The contribution of the actual slave trade itself to Britain’s economy was trivial, and a significant volume of the trade occurred after the industrial take-off anyway (Eltis and Engerman 2000: 129). Moreover, the Spanish and Portuguese earned far more from the slave trade than the UK did in terms of a percentage of national income, but in neither case did profits from slavery lead to industrialisation in Spain or Portugal (Eltis and Engerman 2000: 131). On this issue, see here.

Nor is it true that industrial capitalism in England required slave-based production in the New World (Eltis and Engerman 2000: 134–135).

The reality is that the actual capital costs of the investment needed for the industrial revolution were not large at all compared to Britain’s GDP or the incomes of property owners (Harley 2004: 197).

Marx seems to imply that all these factors – colonialism, imperialism and slavery – were causally necessary for the industrial revolution in Europe:
Tantae molis erat [sc. “so great was the effort”], to establish the ‘eternal laws of Nature’ of the capitalist mode of production, to complete the process of separation between labourers and conditions of labour, to transform, at one pole, the social means of production and subsistence into capital, at the opposite pole, the mass of the population into wage-labourers, into ‘free labouring poor,’ that artificial product of modern society. If money, according to Augier, ‘comes into the world with a congenital blood-stain on one cheek,’ capital comes dripping from head to foot, from every pore, with blood and dirt.” (Marx 1906: 833–834).
But, as we have seen, the historical evidence suggests otherwise and Marx was incorrect in attempting to see European imperialism as a necessary factor in capitalist development.

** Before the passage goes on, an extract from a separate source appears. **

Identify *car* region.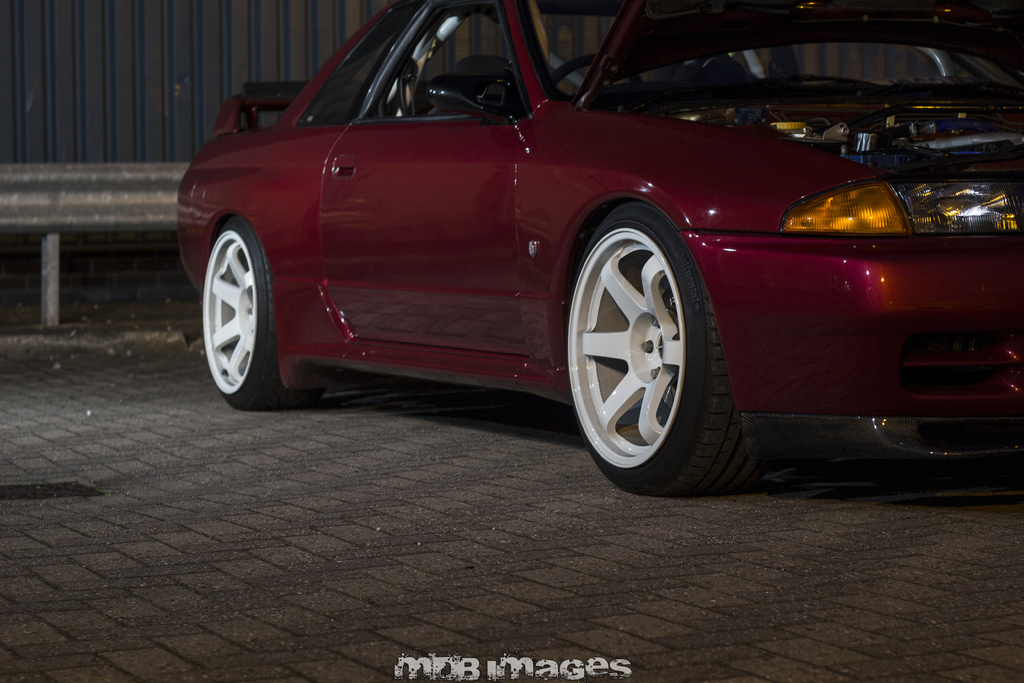
Region: 165,5,1016,502.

This is confirmed today by the way in which highly successful, state-led industrial revolutions have been carried out in South Korea and Taiwan, but we can see clearly that neither state had, nor required, colonies or imperial expansion or theft to effect this capitalist revolution.

Moreover, when the West itself gave up its colonial empires in the 1940s and 1950s and these former empires adopted a protectionist and state-led model of import substitution industrialisation, this did not stop massive economic growth and prosperity in the Western world.

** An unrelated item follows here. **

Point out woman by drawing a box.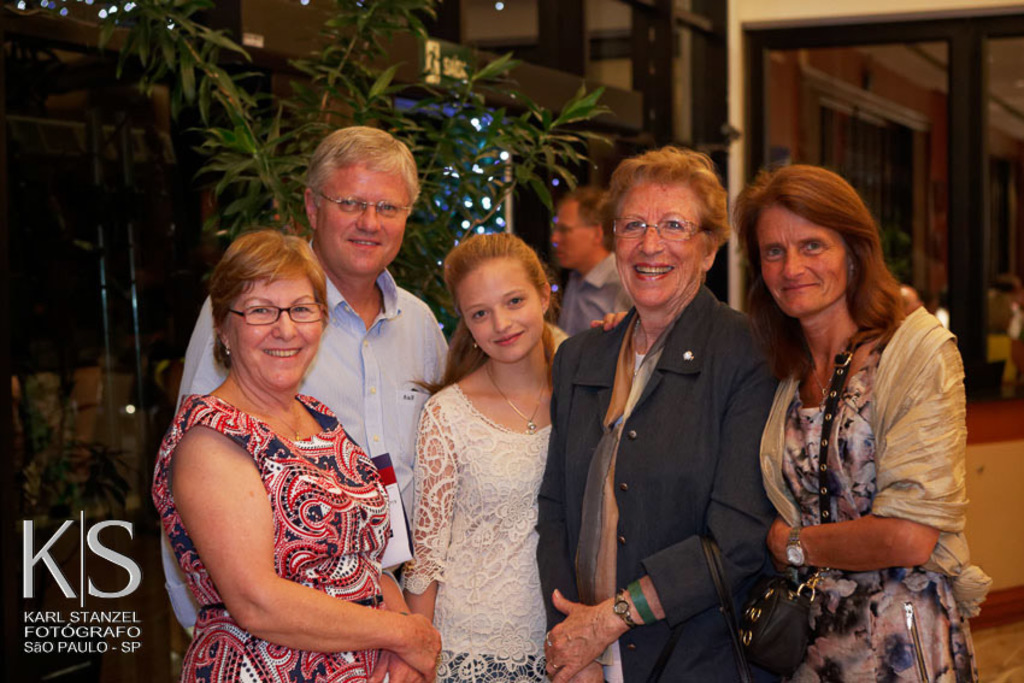
rect(530, 142, 781, 682).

Marx was, however, correct to note the role of protectionism and the state in early capitalist development and the crucial role of the credit system, with its emerging system of endogenous credit money.

A final point is that the non-Western world also has a long and horrific history of slavery, imperialism and colonialism. On the Marxist left and far left, there is an almost pathologically dishonest unwillingness to recognise that what the West did from 1500 to c. 1950 (in the period of its direct imperialism) was in essence what non-Western empire after empire has done through the ages, and in some respects not as bad as other empires. To blame capitalism per se for Western imperialism is short-sighted and the worst kind of Marxist mythology.

BIBLIOGRAPHY
Bairoch, Paul. 1993. Economics and World History: Myths and Paradoxes. Harvester Wheatsheaf, New York and London.

Brewer, Anthony. 1984. A Guide to Marx’s Capital. Cambridge University Press, Cambridge.

Eltis, David and Stanley L. Engerman. 2000. “The Importance of Slavery and the Slave Trade to Industrializing Britain,” The Journal of Economic History 60.1: 123–144.

Harley, C. Knick, 2004. “Trade: Discovery, Mercantilism and Technology,” in Roderick Floud and Paul Johnson (eds.), The Cambridge Economic History of Modern Britain. Volume 1: Industrialisation, 1700–1860. Cambridge University Press, Cambridge. 175–203.

Harvey, David. 2010. A Companion to Marx’s Capital. Verso, London and New York.

Marx, Karl. 1906. Capital. A Critique of Political Economy (vol. 1; rev. trans. by Ernest Untermann from 4th German edn.). The Modern Library, New York.

Marx, Karl. 1990. Capital. A Critique of Political Economy. Volume One (trans. Ben Fowkes). Penguin Books, London.

1 comment:

  1. LK, this is a good and important post. It refutes the core Marxian/soviet mythology.